Automation of Agency Sales Operations with AI Agent Hiway Raises ¥300 Million in Series A
Hiway secured ¥300M to expand an AI-native PRM/CRM that drafts responses and quotes for enterprises selling through agencies and partners.
Hiway raised approximately ¥300 million ($1.9 million) in a Series A round to expand its AI-native CRM focused on automating agency and partner sales operations, bringing total funding to ¥465 million ($3.0 million).
The product focus matters for B2B marketers and revenue teams that rely on indirect, multi-tier distribution, where inquiry handling, quote generation, and partner coordination often become operational bottlenecks that slow pipeline movement.
Table of contents
Jump to each section:
- What Hiway raised and what the product is built to do
- How the AI agent works in day-to-day agency sales workflows
- Competitive landscape: where Hiway fits vs CRM and partner tools
- Why this reflects a broader shift toward AI-run revenue operations
- What marketers and partner teams should pressure-test before adoption
What Hiway raised and what the product is built to do
Hiway raised approximately ¥300 million ($1.9 million) in Series A funding led by existing investor DNX Ventures, taking total funding to ¥465 million ($3.0 million). The company was founded in November 2021 and is based in Tokyo.

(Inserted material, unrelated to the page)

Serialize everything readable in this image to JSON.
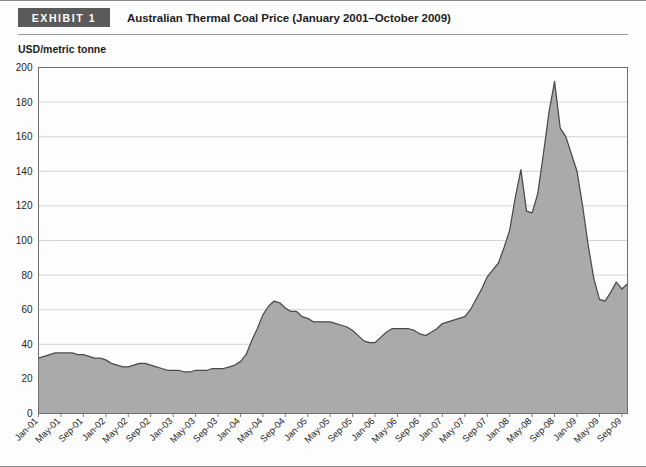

Hiway positions its product as a PRM/CRM layer for enterprises that sell through agencies and partners, particularly companies with multi-tier distribution structures and more than 10 agencies. An example customer cited is Box Japan.

How the AI agent works in day-to-day agency sales workflows
Hiway’s core workflow is centered on reducing manual work in inquiry response and quotation creation, especially when requests arrive across multiple channels like email, phone, and web forms.

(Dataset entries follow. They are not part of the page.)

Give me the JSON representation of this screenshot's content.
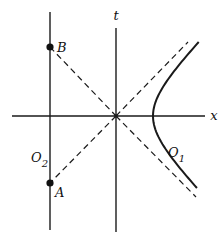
{
  "diagram": {
    "type": "spacetime-diagram",
    "colors": {
      "stroke": "#1a1a1a",
      "background": "#ffffff"
    },
    "axes": {
      "x": {
        "label": "x",
        "from": [
          12,
          116
        ],
        "to": [
          205,
          116
        ],
        "label_pos": [
          214,
          120
        ]
      },
      "t": {
        "label": "t",
        "from": [
          116,
          28
        ],
        "to": [
          116,
          232
        ],
        "label_pos": [
          116,
          20
        ]
      }
    },
    "origin": [
      116,
      116
    ],
    "worldline_O2": {
      "label": "O",
      "subscript": "2",
      "from": [
        50,
        12
      ],
      "to": [
        50,
        230
      ],
      "label_pos": [
        31,
        162
      ]
    },
    "points": [
      {
        "name": "B",
        "label": "B",
        "pos": [
          50,
          47
        ],
        "label_pos": [
          57,
          52
        ]
      },
      {
        "name": "A",
        "label": "A",
        "pos": [
          50,
          183
        ],
        "label_pos": [
          55,
          197
        ]
      }
    ],
    "dashed_lines": [
      {
        "name": "B-to-origin",
        "from": [
          50,
          47
        ],
        "to": [
          116,
          116
        ]
      },
      {
        "name": "origin-to-A",
        "from": [
          116,
          116
        ],
        "to": [
          50,
          183
        ]
      },
      {
        "name": "light-cone-upper-right",
        "from": [
          116,
          116
        ],
        "to": [
          188,
          42
        ]
      },
      {
        "name": "light-cone-lower-right",
        "from": [
          116,
          116
        ],
        "to": [
          196,
          197
        ]
      }
    ],
    "hyperbola_O1": {
      "label": "O",
      "subscript": "1",
      "vertex": [
        153,
        116
      ],
      "top_end": [
        193,
        42
      ],
      "bottom_end": [
        192,
        188
      ],
      "label_pos": [
        168,
        157
      ]
    }
  }
}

Operationally, the AI agent parses inbound inquiries and structures key fields such as product name, model number, quantity, and delivery date. It then cross-references internal data sources including product master data, price lists, past quotations, knowledge, and customer and agency information to generate response proposals and quotation drafts.
Two implementation details are important for enterprise environments:
- Bidirectional sync with existing CRM/SFA systems, which suggests Hiway is aiming to coexist with incumbent systems rather than replace them outright.
- A built-in corporate database covering 5.4 million companies, which could support lead and account enrichment, but also introduces governance questions about how that data is maintained, updated, and matched to internal records.
Competitive landscape: where Hiway fits vs CRM and partner tools
Hiway competes in a crowded CRM-adjacent space where feature overlap is common across CRM, SFA, and partner management tools. In practice, enterprise buyers often evaluate these products based on how well they fit existing workflows and data architecture, not just AI features.
The competitive set includes:
- Salesforce and HubSpot, which can support workflows through automation, integrations, and partner ecosystem tooling, especially when paired with custom objects and quoting packages.
- Matsurika, a Japan-native CRM vendor, which may be evaluated by teams that prefer domestic vendor support and localization.
Hiway’s differentiation is less about being “another CRM” and more about concentrating on agency and partner-led operations where quoting and inquiry response are high-frequency and data-dependent. If the AI agent can reliably generate drafts from product and pricing masters, it may reduce turnaround time and standardize responses across distributed partner networks, a pain point that general-purpose CRMs often leave to custom process design.
Why this reflects a broader shift toward AI-run revenue operations
The announcement aligns with a wider move toward AI marketing automation and the convergence of marketing and sales operations. For B2B organizations, especially those selling through channel partners, the biggest constraint is often operational throughput, not lead volume.
Automating inquiry triage and quote drafting is a practical example of “AI in RevOps” that is easier to measure than top-of-funnel experimentation. Teams can track cycle time reduction, quote-to-close impact, and partner responsiveness consistency. This also signals a shift from AI as a standalone assistant to AI as an embedded workflow agent that sits inside existing systems of record and executes repetitive steps at scale.
What marketers and partner teams should pressure-test before adoption
For teams evaluating Hiway, the main questions are operational and risk-oriented:
- Data readiness: Are product masters, price lists, and quoting rules structured enough to be safely used for automated drafts?
- Human-in-the-loop design: What approval steps are required before responses and quotes go out, and how are exceptions handled?
- Integration scope: Which CRMs/SFAs are supported today, and what is the effort required to maintain bidirectional sync over time?
- Partner governance: If multiple agencies touch the same accounts, how does the system manage permissions, attribution, and audit trails?
If the organization relies on agencies as a growth channel, the value case will likely hinge on whether the tool can standardize partner execution while keeping pricing control, brand messaging, and compliance tight.